Nándor breaks from the crowd. In the evening light, his face is incandescent, torchlight flickering on the shining planes of his cheeks. He comes toward me, and Jozefa gives a tiny gasp of fear, stumbling back. I hold myself still. My heart is all roaring clamor. When Nándor finally stops, our noses are a hair’s breadth apart. I can see a small, imperfect birthmark under his left eyebrow.
“Évike,” he says. “What a terrible disappointment. There’s hardly any trace of pagan left in you. Pity for my father—he wanted a vicious wolf-girl, and he got a slavering Yehuli dog.”
He wants his words to draw deep gouges in me, deep enough to make me cower, or else rise to violence like a wolf with an arrow in its hind. Pain makes animals mean, but I must be more than just an animal now. The crowd thrums in bridled fury behind him, so many faces blank with their loathing. Ashen-faced peasants mostly, along with a handful of Woodsmen and even a few nobles in their jewel-bright dolmans. Something familiar sharpens out of the throng: Count Reményi, his weasel eyes narrowed like knife points.
“Wolf-girl or Yehuli, I know what to do with seditious bastards,” I say, though my voice is more uncertain than I would like. “And I know what shackles you now, Nándor. You want to be a Patritian king of a Patritian country, but it’s Patritian law that the crown goes to the firstborn son. The true-born son.”
I expect Nándor to flinch, if only briefly, but he scarcely even blinks at me. His gaze wanders over my shoulder, landing on Zsigmond. My heart stutters.
“So it is,” Nándor says, shifting his gaze back to me. “As long as the firstborn son lives. And you and your people may have my father’s protection for now, but one man’s word, even the word of a king, cannot hold against the tide of an entire city.”

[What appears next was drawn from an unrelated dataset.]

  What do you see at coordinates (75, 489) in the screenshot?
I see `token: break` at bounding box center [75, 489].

It’s another moment before I can untangle the threefold braid of his threat, my stomach curdling with terror. Is it Gáspár’s life, not his father’s, that he aims to take? Does he plan to banish the Yehuli on his own, with his faction of disloyal Woodsmen? And then will he march them to Keszi too?
My four fingers curl into a fist. I’ve been told of Nándor’s power, but I have never seen it. I have heard him entrance a crowd with his voice, but voices can be silenced. Hateful instinct laces through me, and I very nearly wrap my hand around his throat.

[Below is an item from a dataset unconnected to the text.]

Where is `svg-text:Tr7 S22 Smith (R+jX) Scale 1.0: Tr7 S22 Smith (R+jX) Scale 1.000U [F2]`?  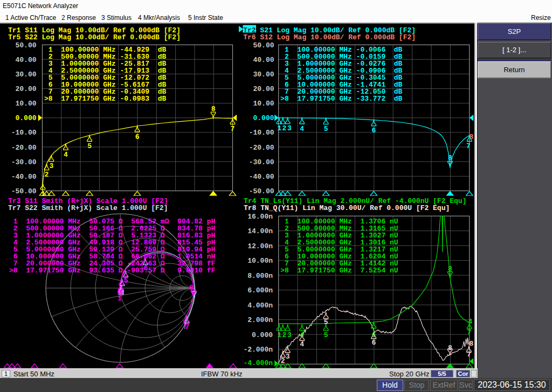 svg-text:Tr7 S22 Smith (R+jX) Scale 1.0: Tr7 S22 Smith (R+jX) Scale 1.000U [F2] is located at coordinates (88, 208).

I stop before I even lift my arm. It will only bring violence upon Zsigmond, upon Jozefa and Batya and all the Yehuli behind me. For all that I lambasted Gáspár over his cringing silence, for all that I fought Katalin’s cruelty, I don’t rise against Nándor now. I let his words land on my shoulders like brittle winter leaves. He plucks the wine cup from my hand and drains it, a stain of scarlet tinging the corners of his lips. Then he smashes the glass onto the cobblestones, turns, and leads his crowd away with him.